TABLE 1.
Core Attributes | Best Data Source |
---|---|
First-Contact Accessibility: The ease with which a person can obtain needed care (including advice and support) from the practitioner of choice within a time frame appropriate to the urgency of the problem. | Patient |
Comprehensiveness of Services: The provision, either directly or indirectly, of a full range of services to meet patients' healthcare needs. This includes health promotion, prevention, diagnosis and treatment of common conditions, referral to other providers, management of chronic conditions, rehabilitation, palliative care and, in some models, social services. | Patient, provider, administrative data |
Relational Continuity: A therapeutic relationship between a patient and one or more providers that spans various healthcare events and results in accumulated knowledge of the patient and care consistent with the patient's needs. | Patient |
Coordination (Management) Continuity: The delivery of services by different providers in a timely and complementary manner such that care is connected and coherent. | Patient |
Interpersonal Communication: The ability of the provider to elicit and understand patient concerns, to explain healthcare issues and engage in shared decision-making, if desired. | Patient |
Technical Quality of Clinical Care: The degree to which clinical procedures reflect current research evidence and/or meet commonly accepted standards for technical content or skill. | Provider, chart audit |
Clinical Information Management: The adequacy of methods and systems to capture, update, retrieve and monitor patient data in a timely, pertinent and confidential manner. | Provider |
Person-Oriented Dimensions | |
Advocacy: The extent to which providers represent the best interests of individual patients and patient groups in matters of health (including broad determinants) and healthcare. | Patient |
Cultural Sensitivity: The extent to which a provider integrates cultural considerations into communication, assessment, diagnosis and treatment planning. | Patient |
Family-Centred Care: The extent to which the provider considers the family (in all its expressions), understands its influence on a person's health and engages it as a partner in ongoing healthcare. | Patient |
Respectfulness: The extent to which health professionals and support staff meet users' expectations about interpersonal treatment, demonstrate respect for the dignity of patients and provide adequate privacy. | Patient |
Whole-Person Care: The extent to which a provider elicits and considers the physical, emotional and social aspects of a patient's health and considers the community context in the patient's care. | Patient |
Community-Oriented Dimensions | |
Client/Community Participation: The involvement of clients and community members in decisions regarding the structure of the practice and services provided (e.g., advisory committees, community governance). | Patient, provider |
Equity: The extent to which access to healthcare and good-quality services is provided on the basis of health needs, without systematic differences on the basis of individual or social characteristics. | All |
Intersectoral Team: The extent to which the primary care provider collaborates with practitioners from non-health sectors in providing services that influence health. (Note: This dimension is relevant only to community models of primary care.) | Provider |
Population Orientation: The extent to which primary care providers assess and respond to the health needs of the population they serve. (In professional models, the population is the patient population served; in community models, it is defined by geography or social characteristics.) | Patient, provider |
Structural Dimensions | |
Accessibility–Accommodation: The way primary healthcare resources are organized to accommodate a wide range of patients' abilities to contact healthcare providers and reach healthcare services (e.g., the organization of characteristics such as telephone services, flexible appointment systems, hours of operation and walk-in periods). | Patient |
Informational Continuity*: The extent to which information about past care is used to make current care appropriate to the patient. | (Not assessed) |
Multidisciplinary Team: Practitioners from various health disciplines collaborate in providing ongoing healthcare. | Provider |
Quality Improvement Process: The institutionalization of policies and procedures that provide feedback about structures and practices and that lead to improvements in clinical quality of care and provide assurance of safety. | Provider |
System Integration: The extent to which the healthcare unit organization has established and maintains linkages with other parts of the healthcare and social services system to facilitate transfer of care and coordinate concurrent care among different healthcare organizations. | Provider |
System Performance | |
Accountability: The extent to which the responsibilities of professionals, management and governance structures are defined, their performance is monitored and appropriate information on results is made available to stakeholders. | Provider |
Availability: The fit between the number and type of human and physical resources and the volume and types of care required by the catchment population served in a defined period of time. | Administrative data |
Efficiency/Productivity: Achieving the desired results with the most cost-effective use of resources. (This definition is non-operational.) | Administrative data |
This definition and best data source were not submitted to the consensus process but are included for completeness by general agreement of the research team.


(THE PROBLEM)
Type each record below again, with the same words.

(GIVEN RECORDS Opens)

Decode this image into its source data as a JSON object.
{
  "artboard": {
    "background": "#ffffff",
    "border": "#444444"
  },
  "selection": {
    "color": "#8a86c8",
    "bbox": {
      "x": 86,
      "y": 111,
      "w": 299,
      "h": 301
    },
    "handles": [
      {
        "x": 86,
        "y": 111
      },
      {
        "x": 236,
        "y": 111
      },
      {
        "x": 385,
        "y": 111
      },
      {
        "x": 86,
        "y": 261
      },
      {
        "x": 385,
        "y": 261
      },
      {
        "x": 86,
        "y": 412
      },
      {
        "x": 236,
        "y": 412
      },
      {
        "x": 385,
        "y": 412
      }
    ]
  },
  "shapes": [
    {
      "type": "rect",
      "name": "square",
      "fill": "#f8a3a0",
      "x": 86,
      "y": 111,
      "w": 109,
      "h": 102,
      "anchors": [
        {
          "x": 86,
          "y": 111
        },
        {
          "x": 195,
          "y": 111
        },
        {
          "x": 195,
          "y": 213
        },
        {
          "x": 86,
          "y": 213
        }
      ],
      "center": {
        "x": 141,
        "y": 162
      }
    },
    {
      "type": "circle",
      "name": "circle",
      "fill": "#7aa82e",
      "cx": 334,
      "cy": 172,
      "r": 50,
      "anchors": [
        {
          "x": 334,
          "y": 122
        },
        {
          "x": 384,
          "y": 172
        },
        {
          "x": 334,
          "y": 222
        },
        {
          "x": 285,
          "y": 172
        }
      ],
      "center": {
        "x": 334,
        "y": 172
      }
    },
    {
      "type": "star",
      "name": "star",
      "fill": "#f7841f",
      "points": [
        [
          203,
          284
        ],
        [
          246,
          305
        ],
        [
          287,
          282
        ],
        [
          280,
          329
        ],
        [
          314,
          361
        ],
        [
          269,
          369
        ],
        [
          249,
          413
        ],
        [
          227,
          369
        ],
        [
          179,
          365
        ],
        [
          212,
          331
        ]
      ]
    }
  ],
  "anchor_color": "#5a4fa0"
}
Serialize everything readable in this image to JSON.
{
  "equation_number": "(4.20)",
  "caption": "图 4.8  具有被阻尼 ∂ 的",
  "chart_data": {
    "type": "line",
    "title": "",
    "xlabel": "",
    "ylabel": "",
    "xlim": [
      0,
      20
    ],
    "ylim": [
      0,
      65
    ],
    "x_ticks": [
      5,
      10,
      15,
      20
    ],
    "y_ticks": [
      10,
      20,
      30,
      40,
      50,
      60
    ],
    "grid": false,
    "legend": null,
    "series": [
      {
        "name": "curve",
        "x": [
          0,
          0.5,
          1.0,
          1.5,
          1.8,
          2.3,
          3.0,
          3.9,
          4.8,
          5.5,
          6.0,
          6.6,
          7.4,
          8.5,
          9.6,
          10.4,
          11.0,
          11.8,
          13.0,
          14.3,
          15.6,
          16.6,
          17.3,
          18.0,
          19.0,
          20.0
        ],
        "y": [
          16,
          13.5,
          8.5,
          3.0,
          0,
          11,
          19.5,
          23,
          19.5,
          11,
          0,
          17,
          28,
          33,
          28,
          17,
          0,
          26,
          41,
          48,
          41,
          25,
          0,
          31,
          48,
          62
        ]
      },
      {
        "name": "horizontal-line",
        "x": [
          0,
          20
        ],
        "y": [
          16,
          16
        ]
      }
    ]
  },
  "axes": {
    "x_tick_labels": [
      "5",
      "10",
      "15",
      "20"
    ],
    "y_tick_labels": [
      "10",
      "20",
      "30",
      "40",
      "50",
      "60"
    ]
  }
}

(GIVEN RECORDS Closes)

(SOLUTION TO THIS EXERCISE)
Decode this image into its source data as a JSON object.
{
  "artboard": {
    "background": "#ffffff",
    "border": "#444444"
  },
  "selection": {
    "color": "#8a86c8",
    "bbox": {
      "x": 86,
      "y": 111,
      "w": 299,
      "h": 301
    },
    "handles": [
      {
        "x": 86,
        "y": 111
      },
      {
        "x": 236,
        "y": 111
      },
      {
        "x": 385,
        "y": 111
      },
      {
        "x": 86,
        "y": 261
      },
      {
        "x": 385,
        "y": 261
      },
      {
        "x": 86,
        "y": 412
      },
      {
        "x": 236,
        "y": 412
      },
      {
        "x": 385,
        "y": 412
      }
    ]
  },
  "shapes": [
    {
      "type": "rect",
      "name": "square",
      "fill": "#f8a3a0",
      "x": 86,
      "y": 111,
      "w": 109,
      "h": 102,
      "anchors": [
        {
          "x": 86,
          "y": 111
        },
        {
          "x": 195,
          "y": 111
        },
        {
          "x": 195,
          "y": 213
        },
        {
          "x": 86,
          "y": 213
        }
      ],
      "center": {
        "x": 141,
        "y": 162
      }
    },
    {
      "type": "circle",
      "name": "circle",
      "fill": "#7aa82e",
      "cx": 334,
      "cy": 172,
      "r": 50,
      "anchors": [
        {
          "x": 334,
          "y": 122
        },
        {
          "x": 384,
          "y": 172
        },
        {
          "x": 334,
          "y": 222
        },
        {
          "x": 285,
          "y": 172
        }
      ],
      "center": {
        "x": 334,
        "y": 172
      }
    },
    {
      "type": "star",
      "name": "star",
      "fill": "#f7841f",
      "points": [
        [
          203,
          284
        ],
        [
          246,
          305
        ],
        [
          287,
          282
        ],
        [
          280,
          329
        ],
        [
          314,
          361
        ],
        [
          269,
          369
        ],
        [
          249,
          413
        ],
        [
          227,
          369
        ],
        [
          179,
          365
        ],
        [
          212,
          331
        ]
      ]
    }
  ],
  "anchor_color": "#5a4fa0"
}
Serialize everything readable in this image to JSON.
{
  "equation_number": "(4.20)",
  "caption": "图 4.8  具有被阻尼 ∂ 的",
  "chart_data": {
    "type": "line",
    "title": "",
    "xlabel": "",
    "ylabel": "",
    "xlim": [
      0,
      20
    ],
    "ylim": [
      0,
      65
    ],
    "x_ticks": [
      5,
      10,
      15,
      20
    ],
    "y_ticks": [
      10,
      20,
      30,
      40,
      50,
      60
    ],
    "grid": false,
    "legend": null,
    "series": [
      {
        "name": "curve",
        "x": [
          0,
          0.5,
          1.0,
          1.5,
          1.8,
          2.3,
          3.0,
          3.9,
          4.8,
          5.5,
          6.0,
          6.6,
          7.4,
          8.5,
          9.6,
          10.4,
          11.0,
          11.8,
          13.0,
          14.3,
          15.6,
          16.6,
          17.3,
          18.0,
          19.0,
          20.0
        ],
        "y": [
          16,
          13.5,
          8.5,
          3.0,
          0,
          11,
          19.5,
          23,
          19.5,
          11,
          0,
          17,
          28,
          33,
          28,
          17,
          0,
          26,
          41,
          48,
          41,
          25,
          0,
          31,
          48,
          62
        ]
      },
      {
        "name": "horizontal-line",
        "x": [
          0,
          20
        ],
        "y": [
          16,
          16
        ]
      }
    ]
  },
  "axes": {
    "x_tick_labels": [
      "5",
      "10",
      "15",
      "20"
    ],
    "y_tick_labels": [
      "10",
      "20",
      "30",
      "40",
      "50",
      "60"
    ]
  }
}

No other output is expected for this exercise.